Budget & finances
Comparing raw dollar totals between councils isn't very useful — bigger councils naturally have bigger numbers. What does tell you about a council's financial health are normalised indicators: the standard ratios that every NSW council reports against the Office of Local Government's benchmarks, plus per-property figures you can compare to the NSW average. The ratios below are from the NSW Government's 'Your Council' / OLG time-series data for 2023–24.
New to these terms? Read them in plain English
- Operating performance ratio
- Whether everyday income covers everyday running costs.
- Own-source operating revenue ratio
- How much of the council's income it raises itself vs. grants from other governments.
- Unrestricted current ratio
- Whether the council has enough spare cash to pay its short-term bills.
- Debt service cover ratio
- How comfortably operating cash covers the council's loan repayments.
- Rates & annual charges outstanding ratio
- The share of rates bills that haven't been paid by year-end.
- Cash expense cover ratio
- How many months the council could keep paying bills if income stopped.
- Infrastructure backlog ratio
- The cost of fixing run-down assets, as a share of what those assets are worth.
- Asset maintenance ratio
- Whether the council actually spends what it should on maintaining its assets.
- Building & infrastructure renewals ratio
- Whether assets are being renewed as fast as they wear out.
- Operating result (surplus / deficit)
- Income minus expenses for the year's normal operations.
- OLG benchmark
- The healthy target set by the state for each financial ratio.
- Average residential rate
- The typical yearly general-rates bill for a home in the area.
- Office of Local Government (OLG)
- The NSW body overseeing councils; publishes the financial data.
- $1,201 / yearAbout 5% above the NSW council average of ~$1,140. Rose to $1,254 in 2024–25 (NSW ~$1,203). A separate domestic waste charge (~$424 in 2023–24, ~$446 in 2024–25) applies. (OLG 'Your Council' data.)
- Operating deficit — performance ratio −4.6%Below the >0% benchmark (a miss this year).
- Liquidity & cash
- Strong liquidity (4.07×), 21.6 months cash; debt service cover 4.63× (passes)Unrestricted current ratio, cash cover and debt service cover all comfortably above benchmark.
- Infrastructure
- Backlog 16.0% (well above the <2% benchmark); renewals 97.1% (misses); maintenance 110.0% (passes)The infrastructure-backlog ratio is notably high; the OLG's 2024–25 data shows it at 14.5%, with renewals 77.9% and maintenance 101.2%.
- Self-funding
- Own-source revenue 66.2% (passes)Above the >60% benchmark.
- Domestic waste charge (2023–24)
- $424 / yearA separate annual charge that funds the bin service (~$446 in 2024–25).
| Indicator (2023–24) | Wagga Wagga | Meets? | |
|---|---|---|---|
| −4.6% | > 0% | No | |
| 66.2% | > 60% | Yes | |
| 4.07× | > 1.5× | Yes | |
| 4.63× | > 2× | Yes | |
| 5.3% | < 10% | Yes | |
| 21.6 months | > 3 months | Yes | |
| 16.0% | < 2% | No | |
| 110.0% | > 100% | Yes | |
| 97.1% | > 100% | No |
Wagga Wagga's financial-health indicators, 2023–24, against the NSW Office of Local Government benchmarks. 'Meets?' simply states whether the figure is on the benchmark side of the line. Source: NSW Government 'Your Council' / OLG time-series data, 2023–24.
These ratios are the standard, size-independent way to read a council's finances, which is why we use them instead of raw dollar totals. Wagga Wagga met 6 of the 9 benchmarks in 2023–24 — the misses were operating performance (an operating deficit), building & infrastructure renewals, and infrastructure backlog, which at 16.0% is well above the <2% benchmark. (The OLG classifies Wagga Wagga as a regional town/city, so it is benchmarked at under 10% for rates outstanding; metropolitan councils are benchmarked at under 5%.) The high infrastructure backlog is relevant context for the council's finances and forward plans, and the council resolved in March 2026 to investigate whether it needs to apply for a Special Rate Variation. We present the numbers and their benchmarks; whether that's good value is for you to judge from the sources below.
Sources — check it yourself
Figures are current as at the dates shown and may change — always confirm with the linked source. See the notice at the bottom of the page for full details and how to report a correction.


§ **ACTIVITY**: If a line in the records below contains the word "Engage", copy it.

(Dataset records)
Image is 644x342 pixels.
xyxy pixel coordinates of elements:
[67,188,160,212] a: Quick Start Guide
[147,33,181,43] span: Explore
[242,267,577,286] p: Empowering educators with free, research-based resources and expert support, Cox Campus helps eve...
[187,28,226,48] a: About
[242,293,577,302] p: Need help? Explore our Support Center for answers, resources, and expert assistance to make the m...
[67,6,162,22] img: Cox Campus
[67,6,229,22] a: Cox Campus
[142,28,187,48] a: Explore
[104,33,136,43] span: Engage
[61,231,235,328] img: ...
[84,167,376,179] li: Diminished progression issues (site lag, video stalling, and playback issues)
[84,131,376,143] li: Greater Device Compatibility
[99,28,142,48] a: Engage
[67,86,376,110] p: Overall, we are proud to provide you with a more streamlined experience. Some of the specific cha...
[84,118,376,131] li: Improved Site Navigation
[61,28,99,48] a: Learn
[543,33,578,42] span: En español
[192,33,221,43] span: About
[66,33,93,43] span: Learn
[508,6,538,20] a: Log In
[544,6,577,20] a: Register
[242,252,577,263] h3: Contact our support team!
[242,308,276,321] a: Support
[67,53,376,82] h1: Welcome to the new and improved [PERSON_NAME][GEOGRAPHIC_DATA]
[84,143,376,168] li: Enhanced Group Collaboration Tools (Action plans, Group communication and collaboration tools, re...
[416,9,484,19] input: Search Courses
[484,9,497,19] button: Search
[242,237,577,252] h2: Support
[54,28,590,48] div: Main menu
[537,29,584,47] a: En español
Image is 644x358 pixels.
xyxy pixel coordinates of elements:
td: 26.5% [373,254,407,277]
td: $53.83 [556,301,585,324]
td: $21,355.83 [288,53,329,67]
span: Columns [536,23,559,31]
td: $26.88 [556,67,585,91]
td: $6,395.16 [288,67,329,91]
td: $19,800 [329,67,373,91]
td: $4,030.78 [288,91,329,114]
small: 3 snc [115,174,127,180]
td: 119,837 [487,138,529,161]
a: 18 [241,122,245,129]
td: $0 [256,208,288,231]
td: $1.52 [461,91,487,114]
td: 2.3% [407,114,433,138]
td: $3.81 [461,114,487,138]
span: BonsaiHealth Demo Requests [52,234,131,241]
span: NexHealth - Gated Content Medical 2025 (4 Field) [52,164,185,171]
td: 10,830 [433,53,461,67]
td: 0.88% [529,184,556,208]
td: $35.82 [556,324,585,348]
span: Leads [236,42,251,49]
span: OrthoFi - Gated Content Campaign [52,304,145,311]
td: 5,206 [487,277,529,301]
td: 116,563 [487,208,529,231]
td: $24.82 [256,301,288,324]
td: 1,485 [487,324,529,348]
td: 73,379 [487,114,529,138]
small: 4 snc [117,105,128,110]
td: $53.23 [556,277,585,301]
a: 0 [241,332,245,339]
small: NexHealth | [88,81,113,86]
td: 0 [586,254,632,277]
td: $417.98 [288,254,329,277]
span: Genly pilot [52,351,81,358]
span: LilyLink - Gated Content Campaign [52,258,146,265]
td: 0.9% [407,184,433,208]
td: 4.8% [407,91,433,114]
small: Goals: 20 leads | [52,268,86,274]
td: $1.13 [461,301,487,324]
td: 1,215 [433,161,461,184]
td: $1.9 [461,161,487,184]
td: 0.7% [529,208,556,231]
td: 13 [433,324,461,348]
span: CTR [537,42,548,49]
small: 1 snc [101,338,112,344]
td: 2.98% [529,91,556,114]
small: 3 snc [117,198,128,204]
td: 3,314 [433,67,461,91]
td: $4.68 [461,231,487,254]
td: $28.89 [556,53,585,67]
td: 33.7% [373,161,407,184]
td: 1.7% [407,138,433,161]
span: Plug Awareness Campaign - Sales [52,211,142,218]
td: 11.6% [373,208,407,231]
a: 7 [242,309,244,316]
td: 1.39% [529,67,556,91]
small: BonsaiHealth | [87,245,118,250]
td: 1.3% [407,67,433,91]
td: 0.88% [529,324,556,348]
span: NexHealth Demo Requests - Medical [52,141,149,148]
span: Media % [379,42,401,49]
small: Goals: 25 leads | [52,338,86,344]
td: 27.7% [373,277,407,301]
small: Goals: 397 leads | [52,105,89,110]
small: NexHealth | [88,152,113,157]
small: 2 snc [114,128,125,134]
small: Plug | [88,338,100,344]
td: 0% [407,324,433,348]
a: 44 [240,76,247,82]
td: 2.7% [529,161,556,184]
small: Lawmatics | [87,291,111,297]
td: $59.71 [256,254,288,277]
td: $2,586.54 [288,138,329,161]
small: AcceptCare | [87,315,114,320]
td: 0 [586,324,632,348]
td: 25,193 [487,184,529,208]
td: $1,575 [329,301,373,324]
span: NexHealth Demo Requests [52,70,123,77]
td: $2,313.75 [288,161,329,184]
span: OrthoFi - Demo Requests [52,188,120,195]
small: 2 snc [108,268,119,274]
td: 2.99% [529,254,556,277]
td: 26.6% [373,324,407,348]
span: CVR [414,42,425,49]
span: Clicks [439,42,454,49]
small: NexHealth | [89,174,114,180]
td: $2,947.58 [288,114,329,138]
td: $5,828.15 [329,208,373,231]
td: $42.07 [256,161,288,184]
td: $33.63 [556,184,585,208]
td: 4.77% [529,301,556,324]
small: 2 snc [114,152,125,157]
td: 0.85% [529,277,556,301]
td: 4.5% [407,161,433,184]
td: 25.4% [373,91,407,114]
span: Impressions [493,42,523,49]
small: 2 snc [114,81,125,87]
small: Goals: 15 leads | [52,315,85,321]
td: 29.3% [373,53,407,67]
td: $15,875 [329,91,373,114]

§ **FINAL ANSWER**:
[104,33,136,43] span: Engage
[99,28,142,48] a: Engage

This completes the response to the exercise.